Why Metrics Don't Matter...Yet

Will advertisers ever agree about how to measure online activity and advertising?

Interactive advertising and marketing executives, like their offline counterparts, are fiercely competitive and highly guarded creatures. The same traits that help these business executives and creative personalities to soar can also impede an industry movement to bring consistency, including standards, to measuring digital media’s impact and reach.

Just about everyone agrees online advertising should be easier to track and measure than offline advertising. After all, something built on bits and bytes lends itself to analysis and promises opportunities to target ads to the right person at the right time. Why else would Microsoft pay $6 billion to buy aQuantive, an Internet advertising agency, or Google propose to acquire DoubleClick, aQuantive’s competitor, for $3 billion?

Observe advertising and marketing executives in action during Advertising Week in New York City, and you’ll begin to understand the challenges.

A sampling of some panel discussions at the Interactive Advertising Bureau’s MIXX conference featured, for the most part, presentations heavy on inspiration and light on lessons learned or instructive how-tos. That stands in contrast to, say, information technology executives who take pride in telling their war stories at conferences and explaining how they’ve overcome problems.

That raises a question: if marketing and advertising executives don’t trust each other to openly discuss their failures as well as their triumphs, can they ever agree on approaches to measure online activities and the impact and reach of advertising?

Another sign of digital media dysfunction: the existence of two separate Advertising Week conferences devoted to interactive marketing and advertising. MIXX competed on the same days and in the same city with OMMA, operating outside official Advertising Week parameters.

Interestingly enough, a down-and-dirty look at digital media’s challenges played out Wednesday at another Advertising Week venue: the William S. Paley Center for Media, named after CBS television’s founder. Perhaps it was the venue, maybe the speakers. But this panel showed some edge.

It included Mark Kingdon, Organic chief executive; Beth-Ann Eason, Martha Stewart Living SVP; and Jon Mandel, chief executive of NielsenConnect, a service designed to integrate and analyze Nielsen’s consumer purchase information, store data, online measurement, modeling assets, and other intelligence. These executives identified hurdles that must be overcome if interactive advertising and marketing are to live up to their promise:

  • Extreme competition among advertisers, marketers, and others makes it difficult to bring together stakeholders to advance an agenda. “If you’re a surgeon in San Diego, you’re not going to lose business to a surgeon in New York. In all my years in New York, everyone has had their own agenda,” Mandel said.
  • While there’s plenty of data about online activities, it’s not sufficient. “There’s not enough talent to turn the data into insights that are actionable,” warned Eason. Kingdon concurred: “It takes systems thinkers, not technologists. It takes people who can diagram the ecosystems, understand the connection points in how the data and things flow. That’s a different analytic discipline.”
  • Advertisers resist paying to use emerging platforms, such as video on demand, because the programs aren’t measured, said Eason. Thus, the industry must be quicker to find ways to measure these platforms to ensure advertising dollars are placed in the most effective medium — whether it’s video, widgets, blogs, display ads, or elsewhere.
  • Online advertising still dwarfs television advertising, a situation that tends to give executives working on TV accounts more clout than those working on interactive. “The largest budget has all the power,” Mandel said. That obstacle, he said, was recognized at Carat where David Verklin, Carat Americas’ chief executive, merged the media’s agency traditional practice with its digital marketing organization and named Sarah Fay, who came from interactive, to run the shop.
  • Advertisers and marketers give short shrift to measurement services without fully understanding what they are about or without offering suggestions on what changes they’d like to see, said Mandel. Showing off the sales side, he pitched Nielsen’s audience measurement and research services. “If I had known the handful of stuff available from Nielsen, I would not have made up half the sh-t I did at the agency,” cracked Mandel, a former executive at MediaCom and Grey Advertising.
  • How can interactive media live up to its promise and move beyond the egos, politics, and sea change to reach some common ground?

    Mandel offered up this solution: “It takes a couple of people to take the lead. To say, ‘Damn it, we’re going to do it.’ It takes other people in the world to be big enough to say, ‘I’m going to defer to them.’ To put the agendas aside.”

    Mandel said that worked in the late ’90s at MediaCom, an online buying service, when he and his colleagues were asked to come up with a metric to measure online advertising campaigns. After his seventh vodka at Smith & Wollensky restaurant, the click-through measurement was born, though he stressed it was intended to be a short-lived metric.

    “We need another vodka lunch,” quipped Kingdon.

    Now, that’s something the industry can agree on.

    Join us for ClickZ Specifics: E-Mail Marketing on October 2, in New York City.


Task brief
Your answer should be every line of the records that contains the word "edge", copied as it stands.

Given records

------------------------------------------------

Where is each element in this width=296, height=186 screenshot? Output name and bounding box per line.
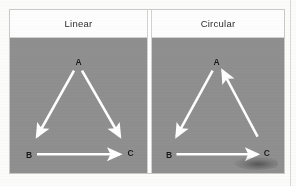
scanned-page-background: Linear A B C [0,0,296,186]
node-label-A: A [75,58,81,67]
panel-circular: Circular A B C [152,10,284,173]
figure-frame: Linear A B C [9,9,285,174]
panel-linear-title: Linear [10,10,147,38]
node-label-B: B [26,151,32,160]
panel-linear: Linear A B C [10,10,147,173]
node-label-A: A [214,58,220,67]
panel-circular-canvas: A B C [152,38,284,173]
page-edge-line [290,0,291,186]
node-label-C: C [127,149,133,158]
edge-C-to-A [222,71,257,137]
panel-linear-canvas: A B C [10,38,147,173]
edge-A-to-B [176,71,212,137]
edge-A-to-C [82,71,120,137]
panel-circular-title: Circular [152,10,284,38]
edge-A-to-B [37,71,74,137]
node-label-B: B [166,151,172,160]
node-label-C: C [264,149,270,158]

------------------------------------------------

Response to the task
page-edge-line [290,0,291,186]
edge-C-to-A [222,71,257,137]
edge-A-to-B [176,71,212,137]
edge-A-to-C [82,71,120,137]
edge-A-to-B [37,71,74,137]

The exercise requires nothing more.